Monday, January 19, 2009

Plots that turn your heroes into idiots

I once wrote a rather bad Doctor Who novel called The Domino Effect. [Actually, I wrote it four times in an arse-about-face kind of way, but that's another story.] It had some good stuff in it, some well researched moments and the central premise was interesting. But the plot required one of my heroes to act like an idiot, stumbling about in stupid ways to enable events to incur as and when I wanted. This was a mistake and the book sucked as a consequence.

At the weekend I watch an episode of TV drama that did much the same thing. Two heroes got lured into an incredibly slow death trap, believing it to be the location of their enemy. Why did they go there? The mentor character wanted revenge against an enemy who killed the mentor's beloved years earlier. Once trapped, the villain stood on a grille directly above the heroes and monologued at them for a while. [Did the writers not see The Incredibles?]

All through the scene, the heroes make no attempt to hurt the villain. Who goes on a revenge trip, hunting their mortal enemy, and doesn't take a gun? Idiots, that's who. Meanwhile the villain has left a time bomb at the heroes' secret HQ - and set the countdown to 50 minutes. 50 minutes! Why not ten minutes? 25? Having done that, the villain walks out - leaving the HQ front door open. Why? So the young hero's best mate can get inside later.

She arrives with 13 minutes still left on the countdown. Does she evacuate the HQ? No. Does she carry the bomb to the nearby Thames and drop it in the river? No. She reads books, looking for a page on defusing bombs. As you do. The good news is she defused the bomb with two seconds to spare, and found time to help rescue the others heroes from the incredibly slow death trap. And I resisted the urge to throw my remote through the TV screen.

This episode did have something to say. It was all about the nature of heroism, the sacrifices you must make to follow the right path. It was about balance the needs of those you love and doing the right thing. All good thematic material, but buried under a plot that propelled logic through the nearest window. Having done the same thing myself, I know how easy it is to write this kind of story - and how frustrating the results.

5 comments:

Adaddinsane said...

You saw it too then. I also wrote a blog about it. I was slightly more scathing and named names.

There goes my career in TV.

DraconianOne said...

Glad you named it, Aladdin. Didn't see it but might do now just for educational reasons.

DraconianOne said...

D'oh! Adaddin*

Anonymous said...

I always think the most frustrating dereliction of logic in TV drama is where one character withholds a piece of information, or an emotional truth, from the other. Continuing drama often does this, often stringing out long storylines for days or weeks. I rewatched series six of The Shield the other week - brilliant stuff, and all of it propelled forward by characters telling each other exactly what they think.

Anonymous said...

Hate to say I watched it after watching the previous week, in some vain hope things may improve.

Hmm...dynamite, electronic timer, shall I just pull the fuse out? No, where's that complicated book on a subject of which I have no prior knowledge?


WHAT TO DO: The data shown below should all be retyped exactly.

DATA RECORDS:

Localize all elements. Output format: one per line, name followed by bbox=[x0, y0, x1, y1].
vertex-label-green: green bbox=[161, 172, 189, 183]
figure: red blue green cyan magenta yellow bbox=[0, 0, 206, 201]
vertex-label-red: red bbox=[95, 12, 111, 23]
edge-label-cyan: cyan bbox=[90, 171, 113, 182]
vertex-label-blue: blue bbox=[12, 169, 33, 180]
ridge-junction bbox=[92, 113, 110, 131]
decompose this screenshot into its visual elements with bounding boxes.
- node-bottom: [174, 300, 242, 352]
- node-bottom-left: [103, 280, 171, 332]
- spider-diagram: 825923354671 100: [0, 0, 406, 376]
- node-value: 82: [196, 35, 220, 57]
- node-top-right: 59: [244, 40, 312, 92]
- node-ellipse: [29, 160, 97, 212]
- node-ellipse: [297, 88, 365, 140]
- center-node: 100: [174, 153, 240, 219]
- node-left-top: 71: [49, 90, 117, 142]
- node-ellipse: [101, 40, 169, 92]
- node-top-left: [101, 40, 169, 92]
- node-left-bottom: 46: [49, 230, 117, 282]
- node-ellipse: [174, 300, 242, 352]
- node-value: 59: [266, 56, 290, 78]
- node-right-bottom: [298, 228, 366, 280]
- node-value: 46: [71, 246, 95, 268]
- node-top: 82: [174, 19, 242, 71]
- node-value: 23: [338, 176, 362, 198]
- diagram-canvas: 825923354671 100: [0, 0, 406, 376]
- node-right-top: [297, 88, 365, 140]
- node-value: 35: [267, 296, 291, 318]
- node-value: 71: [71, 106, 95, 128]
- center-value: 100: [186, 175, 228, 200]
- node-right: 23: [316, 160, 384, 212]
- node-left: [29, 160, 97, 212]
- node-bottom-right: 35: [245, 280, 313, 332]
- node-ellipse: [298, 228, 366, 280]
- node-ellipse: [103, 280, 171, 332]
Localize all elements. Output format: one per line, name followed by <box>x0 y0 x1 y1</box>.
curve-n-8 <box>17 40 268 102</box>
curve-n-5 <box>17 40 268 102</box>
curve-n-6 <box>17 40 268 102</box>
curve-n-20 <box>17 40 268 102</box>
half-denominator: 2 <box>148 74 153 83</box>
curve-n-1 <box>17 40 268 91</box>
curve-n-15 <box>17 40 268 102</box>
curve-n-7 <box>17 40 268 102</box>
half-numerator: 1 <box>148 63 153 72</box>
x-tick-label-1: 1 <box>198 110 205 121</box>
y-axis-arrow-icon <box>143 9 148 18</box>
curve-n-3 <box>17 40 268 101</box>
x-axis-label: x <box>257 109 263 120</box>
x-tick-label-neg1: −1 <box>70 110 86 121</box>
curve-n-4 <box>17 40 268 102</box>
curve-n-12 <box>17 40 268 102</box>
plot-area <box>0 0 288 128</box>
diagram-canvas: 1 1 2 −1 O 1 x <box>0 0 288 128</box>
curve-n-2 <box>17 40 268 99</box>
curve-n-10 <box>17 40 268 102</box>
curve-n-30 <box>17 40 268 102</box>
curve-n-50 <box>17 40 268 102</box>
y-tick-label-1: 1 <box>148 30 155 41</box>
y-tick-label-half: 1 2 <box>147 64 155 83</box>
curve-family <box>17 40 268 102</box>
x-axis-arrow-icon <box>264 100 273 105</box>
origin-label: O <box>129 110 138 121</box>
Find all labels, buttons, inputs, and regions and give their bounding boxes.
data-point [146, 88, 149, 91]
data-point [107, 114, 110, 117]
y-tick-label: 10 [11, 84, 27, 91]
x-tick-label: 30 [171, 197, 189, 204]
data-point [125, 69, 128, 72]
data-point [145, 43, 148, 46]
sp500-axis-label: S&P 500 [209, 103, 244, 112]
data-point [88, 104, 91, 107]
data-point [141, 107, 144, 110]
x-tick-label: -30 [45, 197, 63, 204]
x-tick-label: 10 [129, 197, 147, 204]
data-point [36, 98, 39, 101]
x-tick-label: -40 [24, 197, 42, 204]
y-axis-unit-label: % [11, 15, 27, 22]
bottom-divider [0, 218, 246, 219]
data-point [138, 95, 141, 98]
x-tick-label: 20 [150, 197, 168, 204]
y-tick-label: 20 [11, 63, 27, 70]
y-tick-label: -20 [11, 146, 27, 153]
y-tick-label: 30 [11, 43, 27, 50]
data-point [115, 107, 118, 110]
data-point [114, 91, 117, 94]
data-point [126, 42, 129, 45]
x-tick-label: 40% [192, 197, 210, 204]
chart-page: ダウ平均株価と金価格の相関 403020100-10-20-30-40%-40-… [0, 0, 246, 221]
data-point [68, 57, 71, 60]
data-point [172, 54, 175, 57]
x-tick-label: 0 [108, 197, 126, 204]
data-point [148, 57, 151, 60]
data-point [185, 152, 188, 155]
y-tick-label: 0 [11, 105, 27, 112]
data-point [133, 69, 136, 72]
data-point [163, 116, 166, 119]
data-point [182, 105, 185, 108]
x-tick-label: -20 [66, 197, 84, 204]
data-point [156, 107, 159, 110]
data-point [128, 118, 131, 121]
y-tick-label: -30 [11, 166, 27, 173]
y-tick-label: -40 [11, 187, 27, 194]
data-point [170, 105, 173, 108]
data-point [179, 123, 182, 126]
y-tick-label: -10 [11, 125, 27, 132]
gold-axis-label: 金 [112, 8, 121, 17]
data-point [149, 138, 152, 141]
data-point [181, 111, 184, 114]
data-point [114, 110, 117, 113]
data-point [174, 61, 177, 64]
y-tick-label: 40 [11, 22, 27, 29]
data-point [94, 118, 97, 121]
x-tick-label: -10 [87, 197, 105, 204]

FINISHED EXERCISE:
Localize all elements. Output format: one per line, name followed by bbox=[x0, y0, x1, y1].
vertex-label-green: green bbox=[161, 172, 189, 183]
figure: red blue green cyan magenta yellow bbox=[0, 0, 206, 201]
vertex-label-red: red bbox=[95, 12, 111, 23]
edge-label-cyan: cyan bbox=[90, 171, 113, 182]
vertex-label-blue: blue bbox=[12, 169, 33, 180]
ridge-junction bbox=[92, 113, 110, 131]
decompose this screenshot into its visual elements with bounding boxes.
- node-bottom: [174, 300, 242, 352]
- node-bottom-left: [103, 280, 171, 332]
- spider-diagram: 825923354671 100: [0, 0, 406, 376]
- node-value: 82: [196, 35, 220, 57]
- node-top-right: 59: [244, 40, 312, 92]
- node-ellipse: [29, 160, 97, 212]
- node-ellipse: [297, 88, 365, 140]
- center-node: 100: [174, 153, 240, 219]
- node-left-top: 71: [49, 90, 117, 142]
- node-ellipse: [101, 40, 169, 92]
- node-top-left: [101, 40, 169, 92]
- node-left-bottom: 46: [49, 230, 117, 282]
- node-ellipse: [174, 300, 242, 352]
- node-value: 59: [266, 56, 290, 78]
- node-right-bottom: [298, 228, 366, 280]
- node-value: 46: [71, 246, 95, 268]
- node-top: 82: [174, 19, 242, 71]
- node-value: 23: [338, 176, 362, 198]
- diagram-canvas: 825923354671 100: [0, 0, 406, 376]
- node-right-top: [297, 88, 365, 140]
- node-value: 35: [267, 296, 291, 318]
- node-value: 71: [71, 106, 95, 128]
- center-value: 100: [186, 175, 228, 200]
- node-right: 23: [316, 160, 384, 212]
- node-left: [29, 160, 97, 212]
- node-bottom-right: 35: [245, 280, 313, 332]
- node-ellipse: [298, 228, 366, 280]
- node-ellipse: [103, 280, 171, 332]
Localize all elements. Output format: one per line, name followed by <box>x0 y0 x1 y1</box>.
curve-n-8 <box>17 40 268 102</box>
curve-n-5 <box>17 40 268 102</box>
curve-n-6 <box>17 40 268 102</box>
curve-n-20 <box>17 40 268 102</box>
half-denominator: 2 <box>148 74 153 83</box>
curve-n-1 <box>17 40 268 91</box>
curve-n-15 <box>17 40 268 102</box>
curve-n-7 <box>17 40 268 102</box>
half-numerator: 1 <box>148 63 153 72</box>
x-tick-label-1: 1 <box>198 110 205 121</box>
y-axis-arrow-icon <box>143 9 148 18</box>
curve-n-3 <box>17 40 268 101</box>
x-axis-label: x <box>257 109 263 120</box>
x-tick-label-neg1: −1 <box>70 110 86 121</box>
curve-n-4 <box>17 40 268 102</box>
curve-n-12 <box>17 40 268 102</box>
plot-area <box>0 0 288 128</box>
diagram-canvas: 1 1 2 −1 O 1 x <box>0 0 288 128</box>
curve-n-2 <box>17 40 268 99</box>
curve-n-10 <box>17 40 268 102</box>
curve-n-30 <box>17 40 268 102</box>
curve-n-50 <box>17 40 268 102</box>
y-tick-label-1: 1 <box>148 30 155 41</box>
y-tick-label-half: 1 2 <box>147 64 155 83</box>
curve-family <box>17 40 268 102</box>
x-axis-arrow-icon <box>264 100 273 105</box>
origin-label: O <box>129 110 138 121</box>
Find all labels, buttons, inputs, and regions and give their bounding boxes.
data-point [146, 88, 149, 91]
data-point [107, 114, 110, 117]
y-tick-label: 10 [11, 84, 27, 91]
x-tick-label: 30 [171, 197, 189, 204]
data-point [125, 69, 128, 72]
data-point [145, 43, 148, 46]
sp500-axis-label: S&P 500 [209, 103, 244, 112]
data-point [88, 104, 91, 107]
data-point [141, 107, 144, 110]
x-tick-label: -30 [45, 197, 63, 204]
x-tick-label: 10 [129, 197, 147, 204]
data-point [36, 98, 39, 101]
x-tick-label: -40 [24, 197, 42, 204]
y-axis-unit-label: % [11, 15, 27, 22]
bottom-divider [0, 218, 246, 219]
data-point [138, 95, 141, 98]
x-tick-label: 20 [150, 197, 168, 204]
y-tick-label: 20 [11, 63, 27, 70]
y-tick-label: -20 [11, 146, 27, 153]
y-tick-label: 30 [11, 43, 27, 50]
data-point [115, 107, 118, 110]
data-point [114, 91, 117, 94]
data-point [126, 42, 129, 45]
x-tick-label: 40% [192, 197, 210, 204]
chart-page: ダウ平均株価と金価格の相関 403020100-10-20-30-40%-40-… [0, 0, 246, 221]
data-point [68, 57, 71, 60]
data-point [172, 54, 175, 57]
x-tick-label: 0 [108, 197, 126, 204]
data-point [148, 57, 151, 60]
data-point [185, 152, 188, 155]
y-tick-label: 0 [11, 105, 27, 112]
data-point [133, 69, 136, 72]
data-point [163, 116, 166, 119]
data-point [182, 105, 185, 108]
x-tick-label: -20 [66, 197, 84, 204]
data-point [156, 107, 159, 110]
data-point [128, 118, 131, 121]
y-tick-label: -30 [11, 166, 27, 173]
y-tick-label: -40 [11, 187, 27, 194]
data-point [170, 105, 173, 108]
data-point [179, 123, 182, 126]
y-tick-label: -10 [11, 125, 27, 132]
gold-axis-label: 金 [112, 8, 121, 17]
data-point [149, 138, 152, 141]
data-point [181, 111, 184, 114]
data-point [114, 110, 117, 113]
data-point [174, 61, 177, 64]
y-tick-label: 40 [11, 22, 27, 29]
data-point [94, 118, 97, 121]
x-tick-label: -10 [87, 197, 105, 204]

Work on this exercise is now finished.